Juliet Mitchell - Works

Works

  • Woman's Estate, Harmondsworth : Penguin, 1971
  • Psychoanalysis and Feminism. Freud, Reich, Laing and Women, 1974, reissued as: Psychoanalysis and Feminism: A Radical Reassessment of Freudian Psychoanalysis, Basic Books 2000
  • Women: The Longest Revolution, Virago Press 1984
  • (editor), Feminine Sexuality. Jacques Lacan and the école freudienne, W. W. Norton & Company 1985
  • (editor), Selected Melanie Klein, The Free Press 1987
  • (editor, together with Ann Oakley ), Who's Afraid of Feminism?: Seeing Through the Backlash, New Press 1997
  • Mad Men and Medusas: Reclaiming Hysteria, Basic Books 2001
  • Siblings, Sex and Violence (Cambridge: Polity Press, 2003)

Read more about this topic:  Juliet Mitchell

Famous quotes containing the word works:

    His character as one of the fathers of the English language would alone make his works important, even those which have little poetical merit. He was as simple as Wordsworth in preferring his homely but vigorous Saxon tongue, when it was neglected by the court, and had not yet attained to the dignity of a literature, and rendered a similar service to his country to that which Dante rendered to Italy.
    Henry David Thoreau (1817–1862)

    And when discipline is concerned, the parent who has to make it to the end of an eighteen-hour day—who works at a job and then takes on a second shift with the kids every night—is much more likely to adopt the survivor’s motto: “If it works, I’ll use it.” From this perspective, dads who are even slightly less involved and emphasize firm limits or character- building might as well be talking a foreign language. They just don’t get it.
    Ron Taffel (20th century)

    In all Works of This, and of the Dramatic Kind, STORY, or AMUSEMENT, should be considered as little more than the Vehicle to the more necessary INSTRUCTION.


Exercise: Repeat the lines from the one containing "Image resolution: width=824" through the last line of the data, exactly, pictures omitted.

Stored data:
━━━━━━━━
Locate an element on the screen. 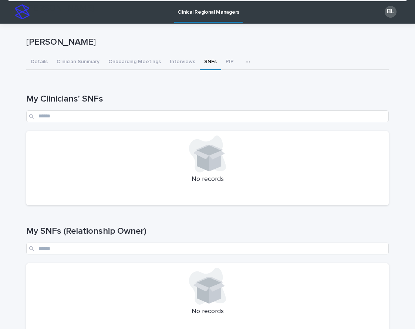 The width and height of the screenshot is (415, 329). div: BL is located at coordinates (390, 12).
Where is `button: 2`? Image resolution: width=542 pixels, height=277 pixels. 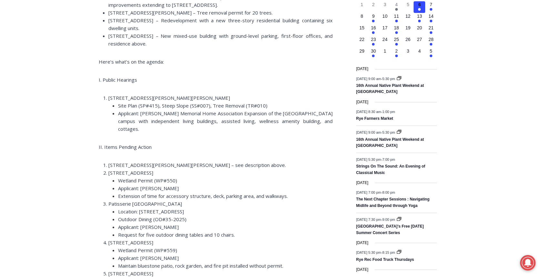
button: 2 is located at coordinates (373, 7).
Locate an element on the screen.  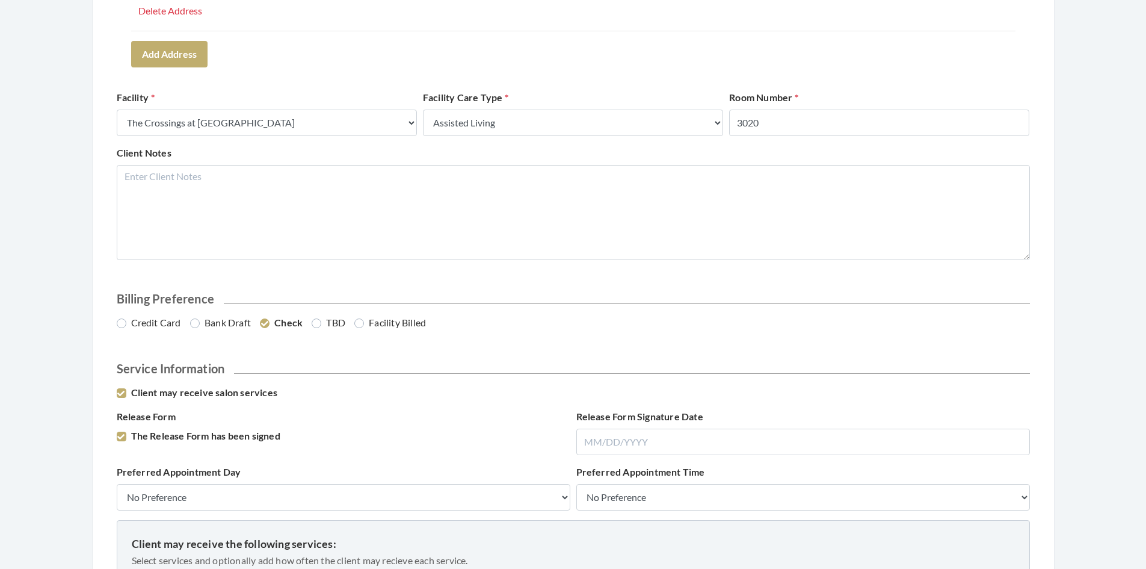
label: Preferred Appointment Time is located at coordinates (641, 472).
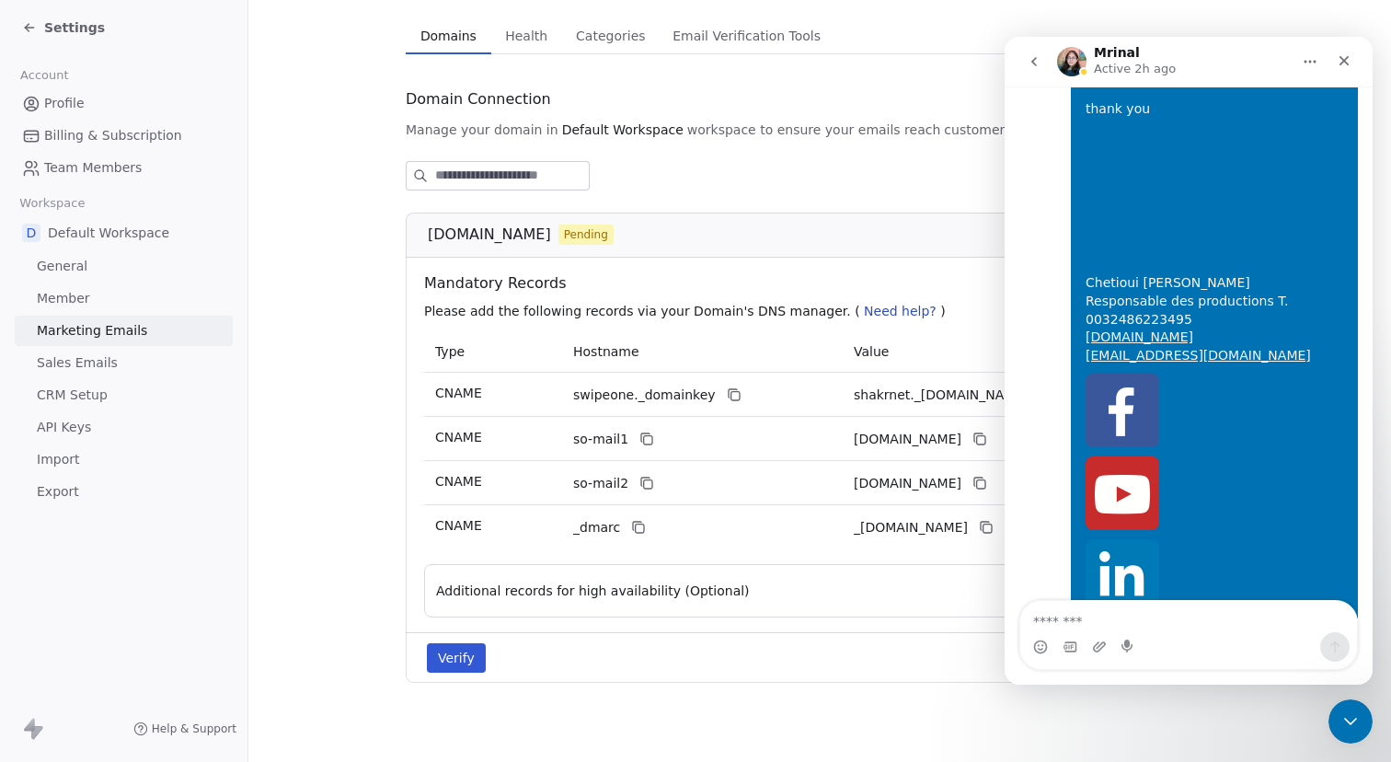  I want to click on span: Additional records for high availability (Optional), so click(593, 591).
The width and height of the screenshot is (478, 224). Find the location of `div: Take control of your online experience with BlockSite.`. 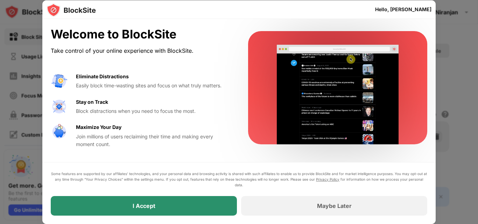

div: Take control of your online experience with BlockSite. is located at coordinates (141, 51).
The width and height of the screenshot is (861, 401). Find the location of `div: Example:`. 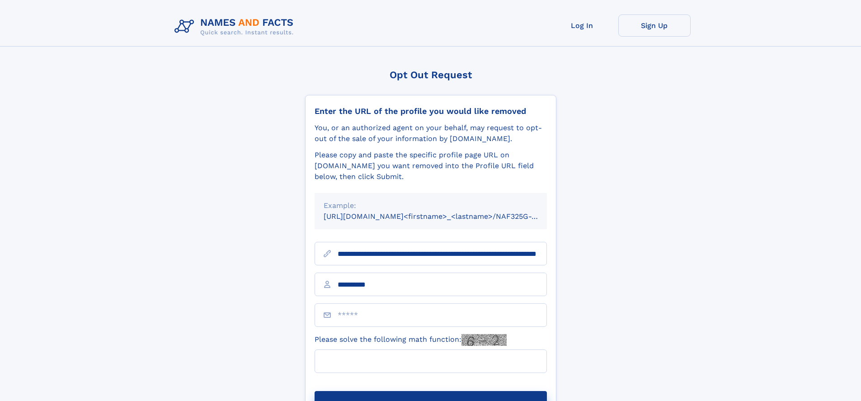

div: Example: is located at coordinates (431, 206).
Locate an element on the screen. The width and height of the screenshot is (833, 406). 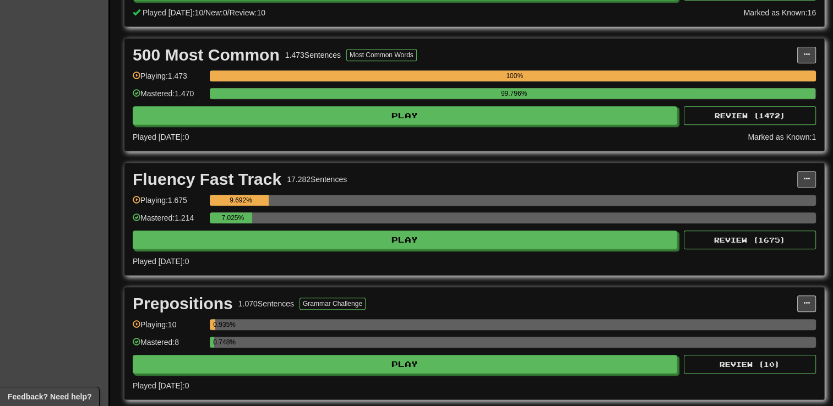
div: Mastered: 8 is located at coordinates (169, 346).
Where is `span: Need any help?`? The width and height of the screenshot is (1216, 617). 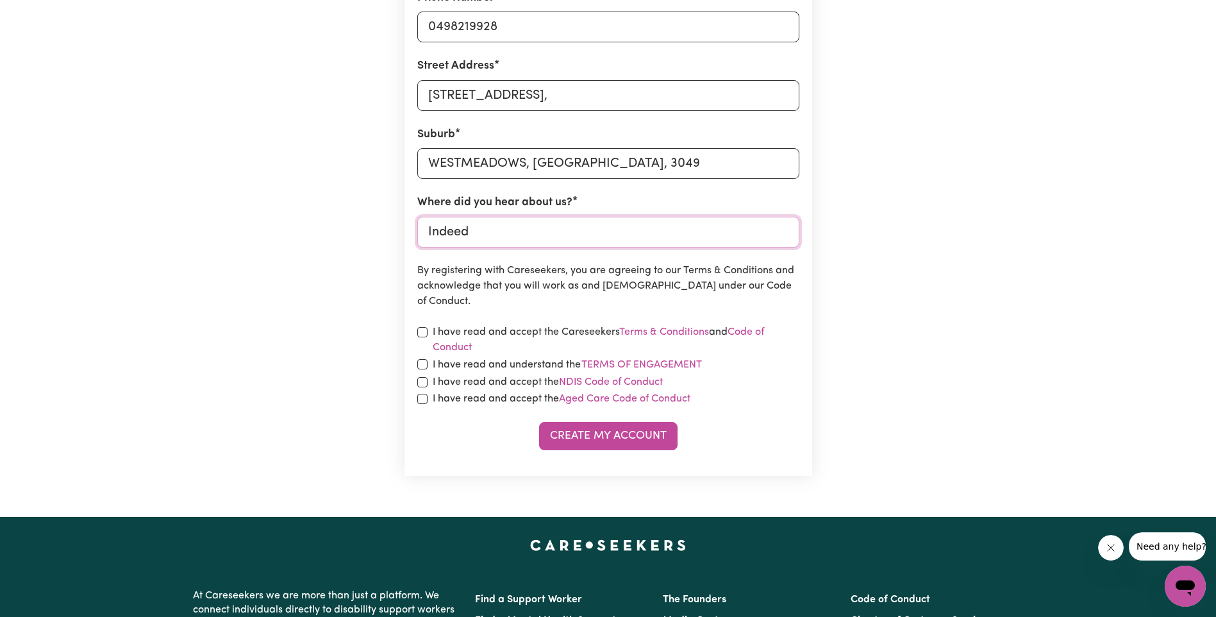 span: Need any help? is located at coordinates (42, 14).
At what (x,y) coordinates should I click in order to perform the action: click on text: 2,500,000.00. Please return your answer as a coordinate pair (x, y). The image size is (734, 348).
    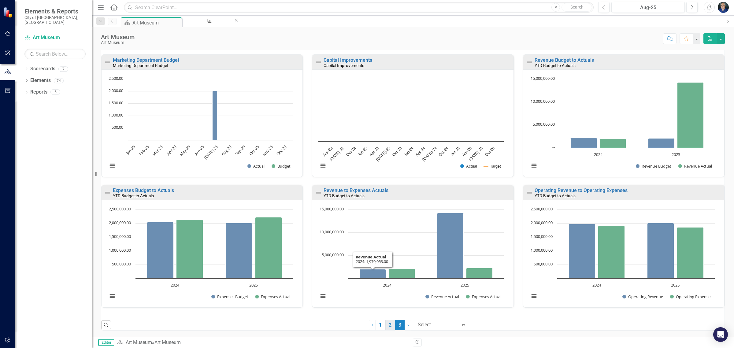
    Looking at the image, I should click on (541, 209).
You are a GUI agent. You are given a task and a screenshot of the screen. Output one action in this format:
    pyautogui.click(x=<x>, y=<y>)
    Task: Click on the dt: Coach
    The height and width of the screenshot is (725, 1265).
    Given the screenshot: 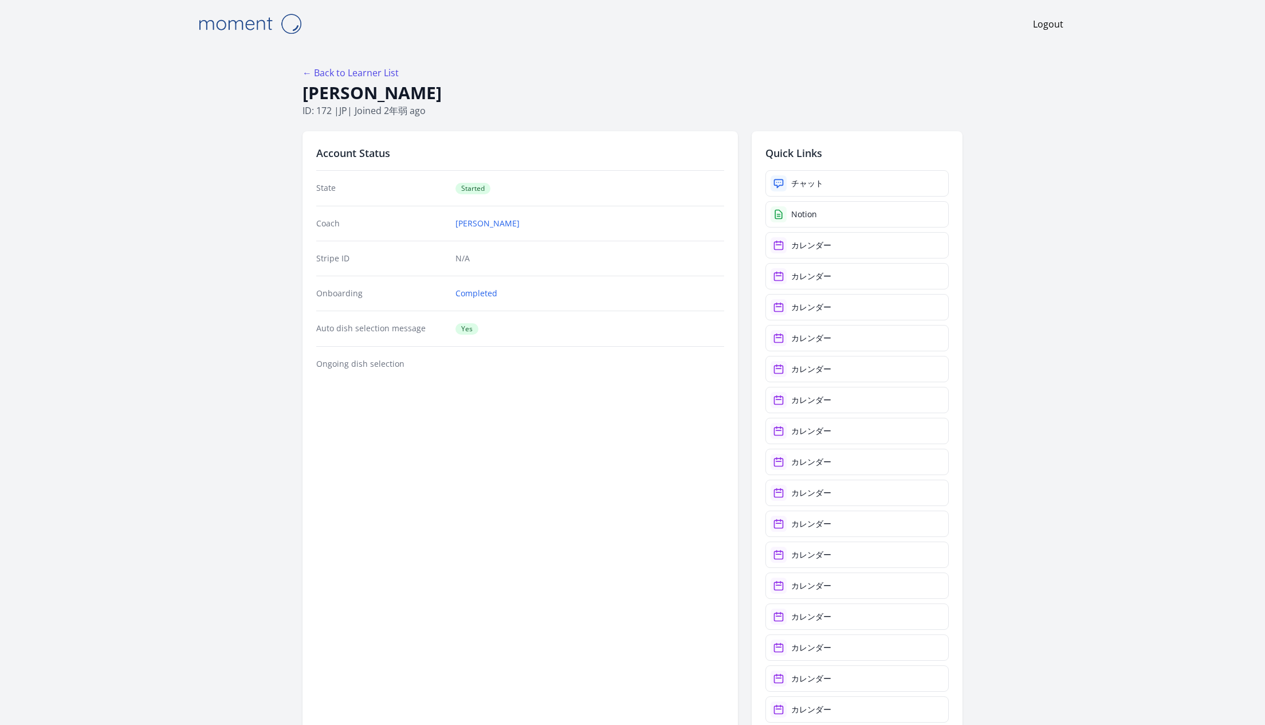 What is the action you would take?
    pyautogui.click(x=381, y=223)
    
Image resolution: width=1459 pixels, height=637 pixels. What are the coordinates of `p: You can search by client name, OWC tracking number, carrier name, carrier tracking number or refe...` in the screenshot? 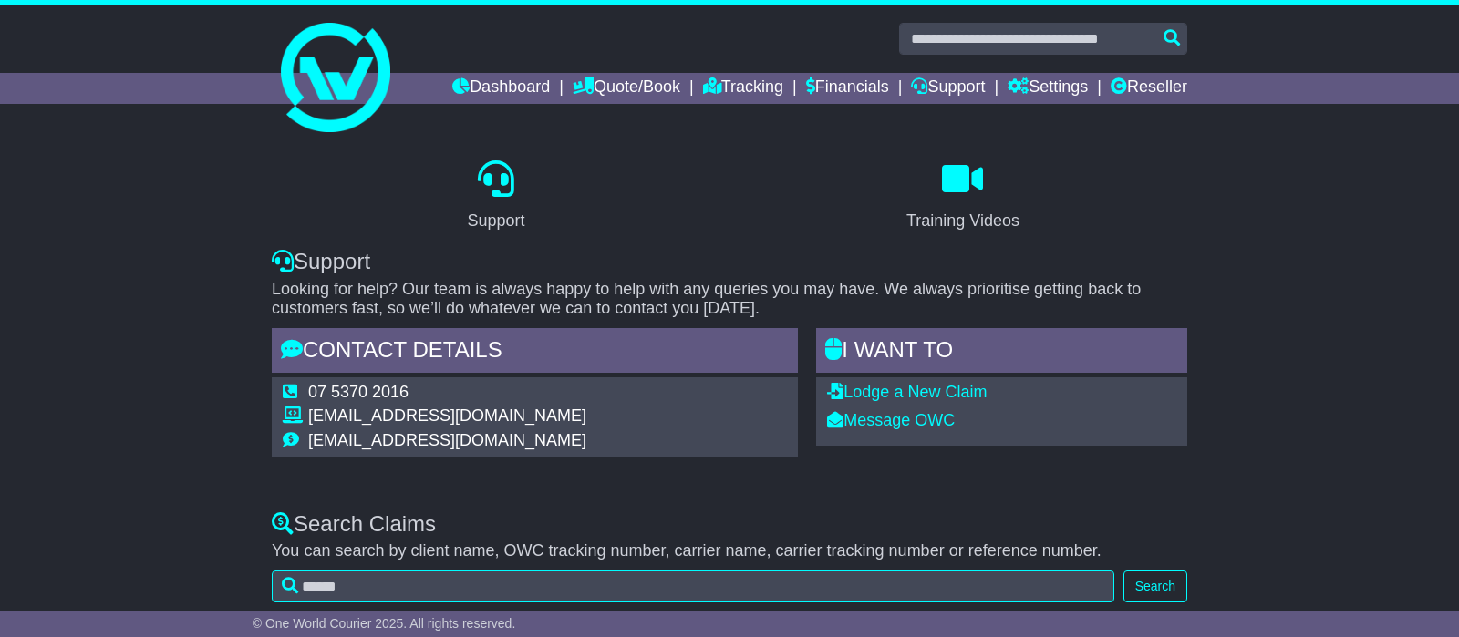 It's located at (729, 552).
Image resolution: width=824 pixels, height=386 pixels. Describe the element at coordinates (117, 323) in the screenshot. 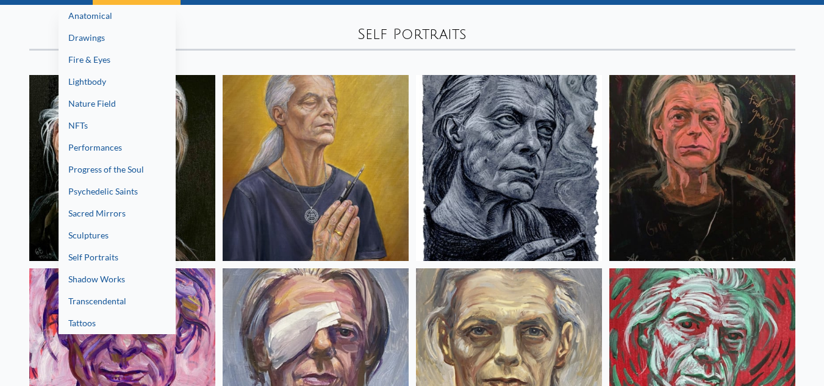

I see `a: Tattoos` at that location.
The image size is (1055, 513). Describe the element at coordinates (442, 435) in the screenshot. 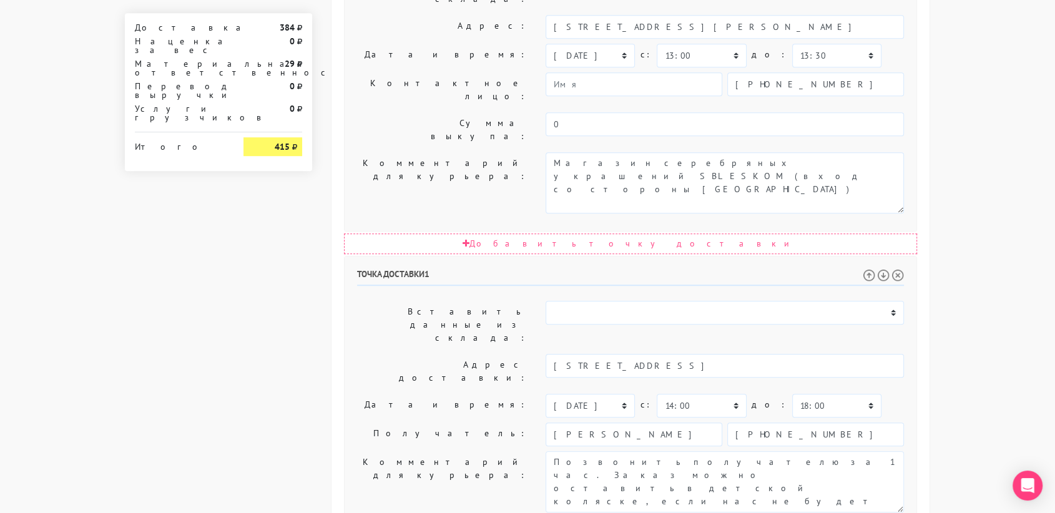

I see `label: Получатель:` at that location.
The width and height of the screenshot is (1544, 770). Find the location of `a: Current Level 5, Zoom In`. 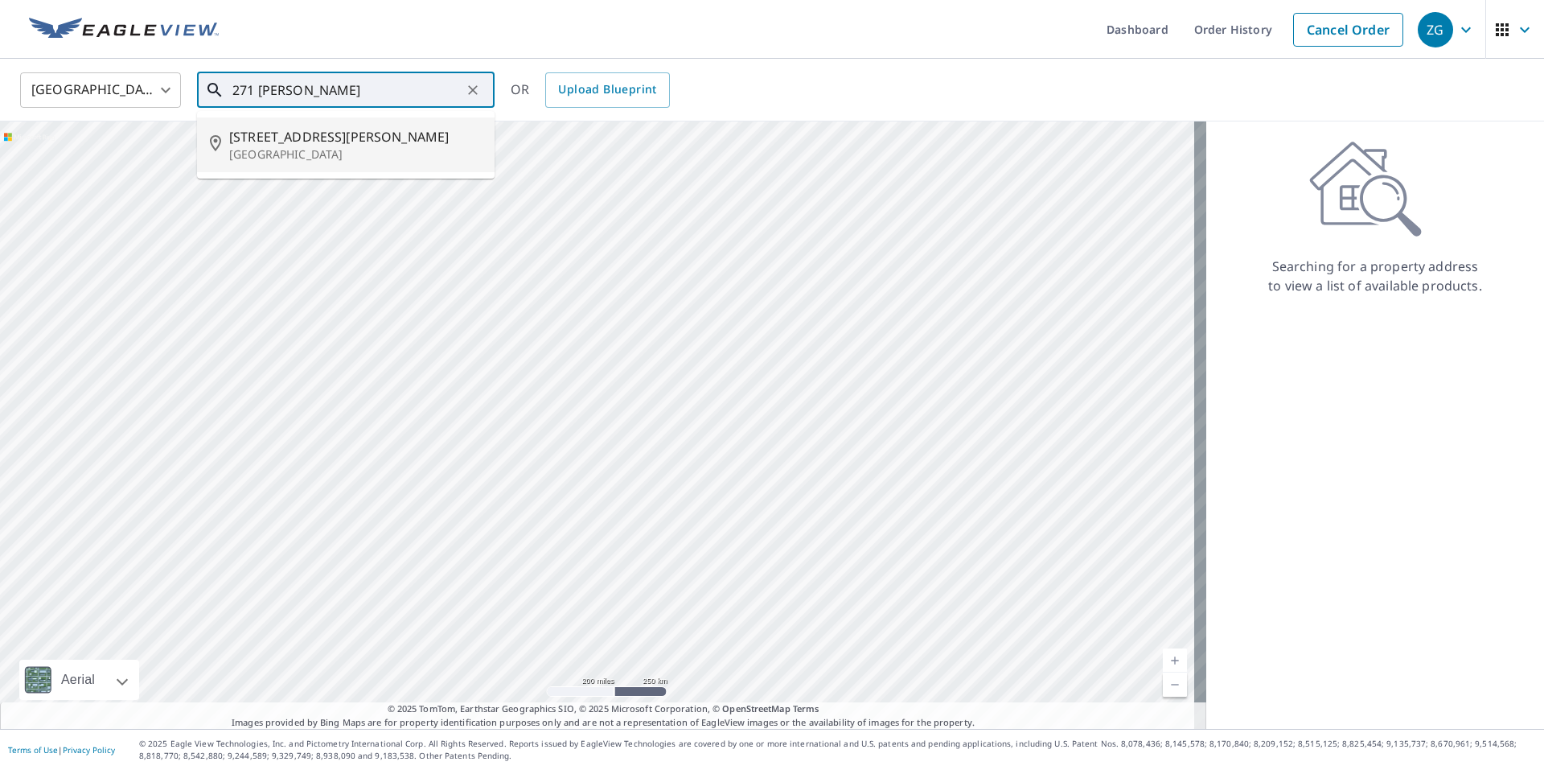

a: Current Level 5, Zoom In is located at coordinates (1175, 660).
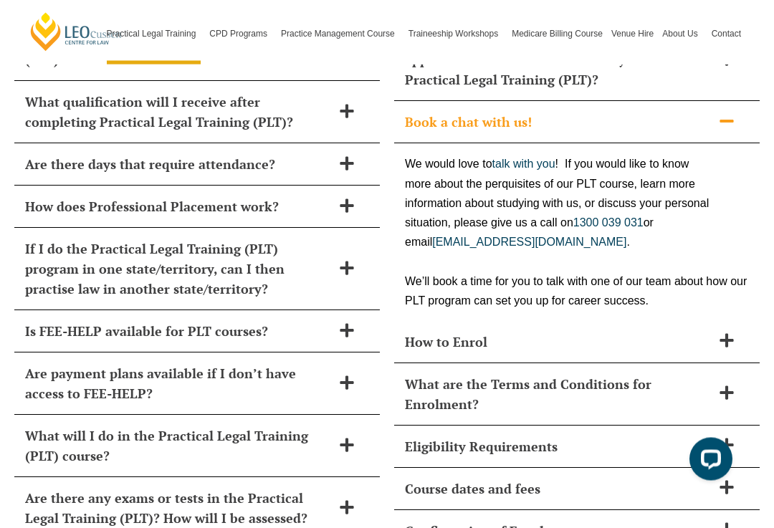  What do you see at coordinates (33, 27) in the screenshot?
I see `button: Open LiveChat chat widget` at bounding box center [33, 27].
━━━━━━━━
Problem solution:
Image resolution: width=824 pixels, height=386 pixels. Describe the element at coordinates (117, 323) in the screenshot. 

I see `a: Tattoos` at that location.
The image size is (1055, 513). Describe the element at coordinates (442, 435) in the screenshot. 

I see `label: Получатель:` at that location.
The width and height of the screenshot is (1544, 770). Find the location of `a: Current Level 5, Zoom In`. 

a: Current Level 5, Zoom In is located at coordinates (1175, 660).
  What do you see at coordinates (33, 27) in the screenshot?
I see `button: Open LiveChat chat widget` at bounding box center [33, 27].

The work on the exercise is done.